William Harkness, professor emeritus of statistics at Penn State, is a 2009 recipient of the C.I. Noll Award. Sponsored by the Alumni Society of the Eberly College of Science at Penn State University, this award recognizes faculty members who have taken a special interest in students and who have had a positive impact through their interaction with them. Instituted in 1972 and named in honor of Clarence I. Noll, dean of the college from 1965 to 1971, the award is the highest honor for undergraduate teaching in the college. Winners are chosen by a committee of students and faculty members from nominees suggested by students, faculty members, and alumni.
Harkness has been a statistics professor at Penn State for 51 years, and has dedicated much of the last 23 years to improving statistical education at the University and beyond. He served as a co-principal investigator on a $200,000 grant from the Pew Foundation's Learning and Technology Program, sponsored by the Center for Academic Transformation, to redesign Penn State's course titled "Introduction to Statistics." He also was a co-principal investigator on a National Science Foundation grant to transform biological and engineering statistics at Penn State. Harkness has collaborated extensively with researchers on instructional design in curriculum and instruction for statistical education. In August 2004, he gave both the keynote and closing addresses at the annual conference titled "Beyond the Formulas," devoted to the teaching of statistics.
Harkness joined the Penn State Department of Mathematics in 1959.& He became a member of the faculty of the Department of Statistics at its inception in 1968 and served as its department head from 1969 to 1987. He has continued to teach elementary statistics since becoming professor emeritus in 2002. Among his many awards and honors, Harkness has received the Sloan-C Award for Excellence in Online Cost Effectiveness, the Schreyer Institute for Innovation in Learning Award for Best Departmental Educational Project in Reforming Courses, and the Eberly College of Science Distinguished Service Award. Most recently, Harkness was awarded the Carver Medal by the Institute of Mathematical Statistics (IMS) in recognition of his years of distinguished service as program secretary and various IMS committees. He received his doctoral degree in statistics and his master's and bachelor's degrees in mathematics from Michigan State University in 1959, 1956, and 1955, respectively.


> _Exercise_
Quote the data below in full, please, without altering anything.

*** Records for this exercise

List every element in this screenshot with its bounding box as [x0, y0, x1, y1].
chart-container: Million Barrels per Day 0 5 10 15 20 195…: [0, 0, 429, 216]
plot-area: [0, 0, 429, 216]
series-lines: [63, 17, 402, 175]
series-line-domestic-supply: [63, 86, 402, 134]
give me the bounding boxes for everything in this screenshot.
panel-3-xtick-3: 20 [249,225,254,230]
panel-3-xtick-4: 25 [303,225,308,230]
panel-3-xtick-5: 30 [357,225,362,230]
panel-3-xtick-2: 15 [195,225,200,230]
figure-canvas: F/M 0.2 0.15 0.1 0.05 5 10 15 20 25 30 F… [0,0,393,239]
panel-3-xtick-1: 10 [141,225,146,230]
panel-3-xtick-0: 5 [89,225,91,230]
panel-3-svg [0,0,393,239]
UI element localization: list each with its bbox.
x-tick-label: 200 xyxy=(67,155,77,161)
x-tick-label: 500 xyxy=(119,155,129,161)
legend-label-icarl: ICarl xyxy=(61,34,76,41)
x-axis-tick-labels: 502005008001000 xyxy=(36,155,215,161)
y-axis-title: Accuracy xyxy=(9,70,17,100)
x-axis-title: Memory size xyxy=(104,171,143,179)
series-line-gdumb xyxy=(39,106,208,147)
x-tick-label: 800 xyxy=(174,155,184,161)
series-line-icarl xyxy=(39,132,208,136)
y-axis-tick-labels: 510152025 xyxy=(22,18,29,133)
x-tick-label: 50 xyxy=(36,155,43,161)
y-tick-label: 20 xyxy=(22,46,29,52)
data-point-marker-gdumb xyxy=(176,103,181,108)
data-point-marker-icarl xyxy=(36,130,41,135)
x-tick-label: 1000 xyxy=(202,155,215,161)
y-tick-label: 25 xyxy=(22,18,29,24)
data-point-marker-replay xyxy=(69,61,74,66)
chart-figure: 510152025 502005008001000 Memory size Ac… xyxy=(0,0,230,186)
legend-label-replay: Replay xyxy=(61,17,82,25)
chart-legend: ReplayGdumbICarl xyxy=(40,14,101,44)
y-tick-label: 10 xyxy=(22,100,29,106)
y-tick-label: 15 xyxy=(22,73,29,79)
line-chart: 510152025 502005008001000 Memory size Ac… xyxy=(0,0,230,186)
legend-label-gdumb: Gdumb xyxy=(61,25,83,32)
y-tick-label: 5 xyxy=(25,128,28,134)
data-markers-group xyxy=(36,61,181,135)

******

> _Final answer_
List every element in this screenshot with its bounding box as [x0, y0, x1, y1].
chart-container: Million Barrels per Day 0 5 10 15 20 195…: [0, 0, 429, 216]
plot-area: [0, 0, 429, 216]
series-lines: [63, 17, 402, 175]
series-line-domestic-supply: [63, 86, 402, 134]
give me the bounding boxes for everything in this screenshot.
panel-3-xtick-3: 20 [249,225,254,230]
panel-3-xtick-4: 25 [303,225,308,230]
panel-3-xtick-5: 30 [357,225,362,230]
panel-3-xtick-2: 15 [195,225,200,230]
figure-canvas: F/M 0.2 0.15 0.1 0.05 5 10 15 20 25 30 F… [0,0,393,239]
panel-3-xtick-1: 10 [141,225,146,230]
panel-3-xtick-0: 5 [89,225,91,230]
panel-3-svg [0,0,393,239]
UI element localization: list each with its bbox.
x-tick-label: 200 xyxy=(67,155,77,161)
x-tick-label: 500 xyxy=(119,155,129,161)
legend-label-icarl: ICarl xyxy=(61,34,76,41)
x-axis-tick-labels: 502005008001000 xyxy=(36,155,215,161)
y-axis-title: Accuracy xyxy=(9,70,17,100)
x-axis-title: Memory size xyxy=(104,171,143,179)
series-line-gdumb xyxy=(39,106,208,147)
x-tick-label: 800 xyxy=(174,155,184,161)
series-line-icarl xyxy=(39,132,208,136)
y-axis-tick-labels: 510152025 xyxy=(22,18,29,133)
x-tick-label: 50 xyxy=(36,155,43,161)
y-tick-label: 20 xyxy=(22,46,29,52)
data-point-marker-gdumb xyxy=(176,103,181,108)
data-point-marker-icarl xyxy=(36,130,41,135)
x-tick-label: 1000 xyxy=(202,155,215,161)
y-tick-label: 25 xyxy=(22,18,29,24)
data-point-marker-replay xyxy=(69,61,74,66)
chart-figure: 510152025 502005008001000 Memory size Ac… xyxy=(0,0,230,186)
legend-label-replay: Replay xyxy=(61,17,82,25)
chart-legend: ReplayGdumbICarl xyxy=(40,14,101,44)
y-tick-label: 10 xyxy=(22,100,29,106)
y-tick-label: 15 xyxy=(22,73,29,79)
line-chart: 510152025 502005008001000 Memory size Ac… xyxy=(0,0,230,186)
legend-label-gdumb: Gdumb xyxy=(61,25,83,32)
y-tick-label: 5 xyxy=(25,128,28,134)
data-markers-group xyxy=(36,61,181,135)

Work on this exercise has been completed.